No longer in charge of the punishing network schedules of Wellington Paranormal and What We Do in the Shadows, Clement is looking forward to bingeing his friends’ projects, like The White Lotus (“I loved how Mike White directed me on Brad’s Status”) and Reservation Dogs (“I have some great conversations with Sterlin [Harjo] about indigenous peoples and the supernatural”).
Clement has a number of projects forthcoming on screens, too. As Dr Ian Garvin, Clement has filmed a significant role in Avatar 2 and 3, with 4 and 5 continuing productions. The 2020 film I Used to Go Here is streaming on various platforms including Stan in Australia and Amazon in the US and UK. Kiwi indie Nude Tuesday, in which Clement plays naked hippy sex guru Bjorg, is finished.
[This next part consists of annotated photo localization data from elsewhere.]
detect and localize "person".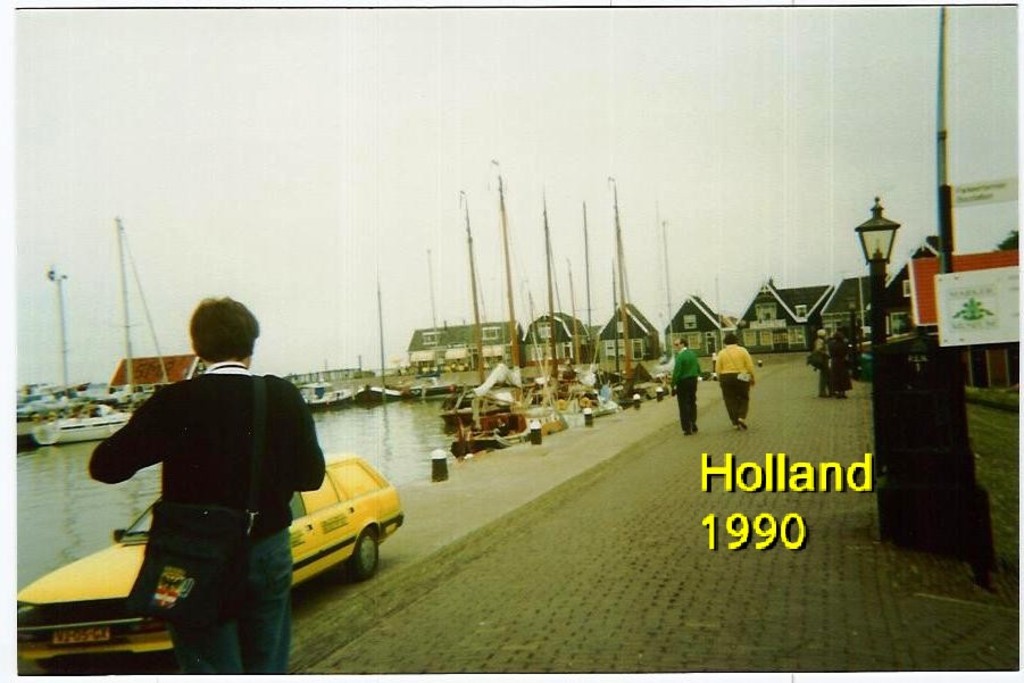
Localized at [672,333,698,432].
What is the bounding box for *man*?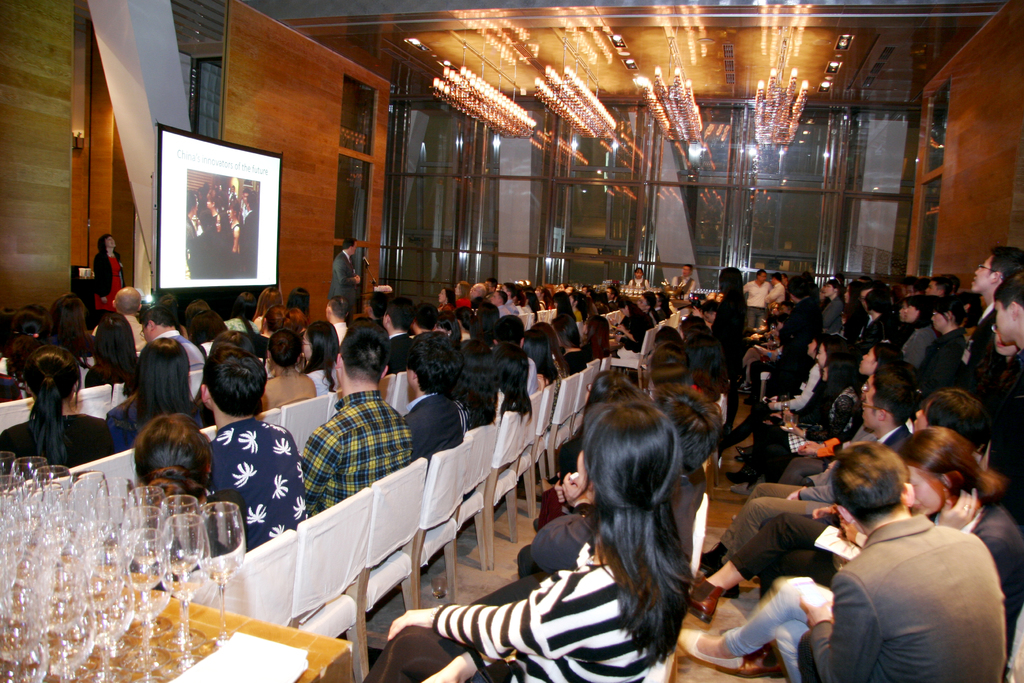
[669,266,698,306].
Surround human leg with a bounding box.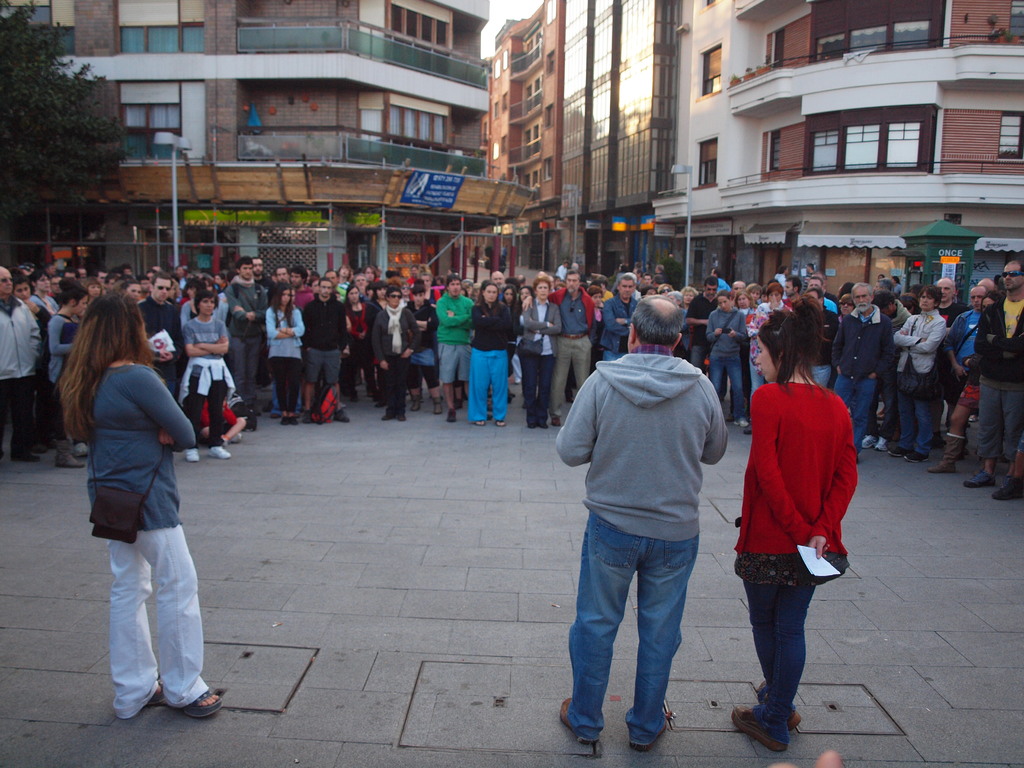
<region>132, 525, 220, 717</region>.
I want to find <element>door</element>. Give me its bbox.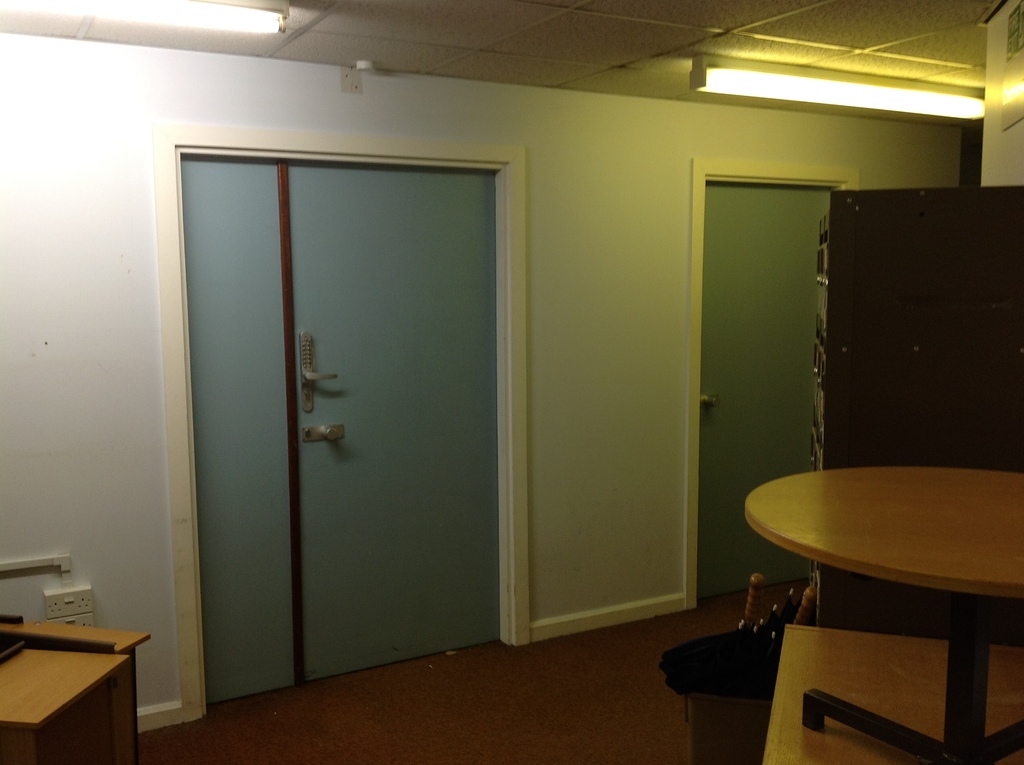
bbox=[697, 187, 828, 605].
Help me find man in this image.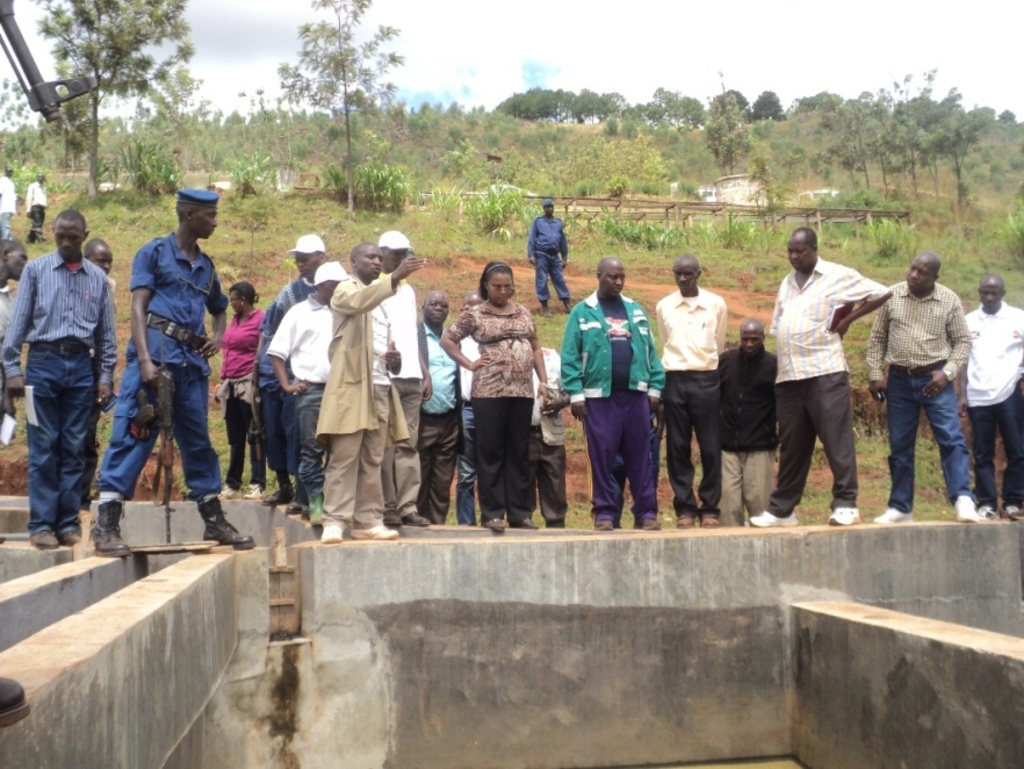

But as for Flight of the Conchords, the previously discussed special or film isn’t even on the backburner – due to the band members’ hectic schedules. McKenzie and he are working on separate projects with their Conchords co-creator James Bobin. McKenzie’s include pandemic-affected musicals and an imminent serious album release. “We had lunch yesterday. We got offered a small gig in Tasmania. It might be fun to do that, if we can make the dates work.”
It’s getting late. My phone rings. “Might be a booty call? Before midnight!” Clement laughs raucously. So what does he think of Covid? He pauses, uncharacteristically, looking at the lights of the capital poised to go into snap lockdown. Then he speaks of his anxiety about the suffering, death and loss people have gone through in places like the UK, America and Greece; and his desire that comedy can distract the housebound a bit.
Most of all, though, Clement is about hope. “Covid has been quite unifying in New Zealand. The whole team of 5 million – not this ‘there’s us and you’. We’re beating this together.”